Earlier this week the Pulitzer Prize for Commentary was awarded to “Palestinian poet”/Hamas apologist Mosab Abu Toha for his work in the New Yorker—”deep reporting with the intimacy of memoir,” as the Pulitzer board put it—depicting the evils of the Israeli military campaign in Gaza. David Harsanyi steps back to observe that the prizes have become a sad joke.About the award to Mosab Abu Toha, Harsanyi writes: “It is unsurprising, because the Pulitzer Prizes have become an irremediable joke.”

The editors of the Washington Free Beacon condemned the award in a biting editorial that emphasized its connection to Columbia University. The editorial noted:

It took just more than 24 hours for Abu Toha’s public statements defending the atrocities of Oct. 7 and assailing the Israeli victims of those attacks to surface. (“How on earth is this girl called a hostage?” he wrote of Emily Damari, a 28-year-old IDF soldier abducted by Hamas. He objected to the media’s humanization of Israeli “hostage” Agam Berger: “These are the ones the world wants to share sympathy for, killers who join the army and have family in the army!”)

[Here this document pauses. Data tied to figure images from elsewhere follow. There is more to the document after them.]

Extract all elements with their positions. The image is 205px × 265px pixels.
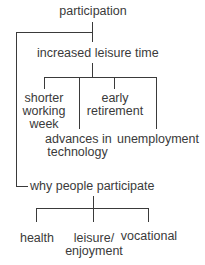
connector-advances-in-technology xyxy=(79,77,80,129)
connector-shorter-working-week xyxy=(44,77,45,89)
node-vocational: vocational xyxy=(120,230,178,243)
connector-left-spine xyxy=(16,32,17,187)
connector-vocational xyxy=(148,208,149,222)
connector-branch1-horizontal xyxy=(44,77,157,78)
node-unemployment-line1: unemployment xyxy=(117,133,197,146)
connector-branch1-stem xyxy=(92,63,93,78)
node-leisure-enjoyment: leisure/ enjoyment xyxy=(65,232,123,258)
connector-leisure-enjoyment xyxy=(93,208,94,222)
root-node-participation: participation xyxy=(58,5,128,18)
node-shorter-working-week: shorter working week xyxy=(20,92,68,131)
connector-root-horizontal xyxy=(16,32,93,33)
connector-early-retirement xyxy=(114,77,115,89)
node-shorter-line3: week xyxy=(20,118,68,131)
node-early-retirement: early retirement xyxy=(85,92,145,118)
node-unemployment: unemployment xyxy=(117,133,197,146)
node-vocational-line1: vocational xyxy=(120,230,178,243)
connector-branch2-hook xyxy=(16,186,28,187)
connector-health xyxy=(36,208,37,222)
node-advances-line2: technology xyxy=(45,146,110,159)
node-why-people-participate: why people participate xyxy=(30,180,155,193)
connector-unemployment xyxy=(156,77,157,129)
node-advances-in-technology: advances in technology xyxy=(45,133,110,159)
node-health-line1: health xyxy=(18,232,56,245)
node-health: health xyxy=(18,232,56,245)
node-early-line2: retirement xyxy=(85,105,145,118)
node-increased-leisure-time: increased leisure time xyxy=(37,47,152,60)
node-leisure-line2: enjoyment xyxy=(65,245,123,258)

Somehow the intrepid reporters on the Pulitzer Prize board missed them. Huh.

Ms. Damari herself took to X to address the Pulitzer board directly:

Dear Members of the @PulitzerPrizes board,

My name is Emily Damari. I was held hostage in Gaza for over 500 days.

On the morning of October 7, I was at home in my small studio apartment in Kibbutz Kfar Aza when Hamas terrorists burst in, shot me and dragged me across the border into Gaza. I was one of 251 men, women, children, and elderly people kidnapped that day from their beds, their homes, and a music festival.

For almost 500 days I lived in terror. I was starved, abused, and treated like I was less than human. I watched friends suffer. I watched hope dim. And even now, after returning home, I carry that darkness with me – because my best friends, Gali and Ziv Berman are still being held in the Hamas terror tunnels.

So imagine my shock and pain when I saw that you awarded a Pulitzer Prize to Mosab Abu Toha.

This is a man who, in January, questioned the very fact of my captivity. He posted about me on Facebook and asked, “How on earth is this girl called a hostage?” He has denied the murder of the Bibas family. He has questioned whether Agam Berger was truly a hostage. These are not word games – they are outright denials of documented atrocities.

You claim to honor journalism that upholds truth, democracy, and human dignity. And yet you have chosen to elevate a voice that denies truth, erases victims, and desecrates the memory of the murdered.

Do you not see what this means? Mosab Abu Toha is not a courageous writer. He is the modern-day equivalent of a Holocaust denier. And by honoring him, you have joined him in the shadows of denial.

This is not a question of politics. This is a question of humanity. And today, you have failed it.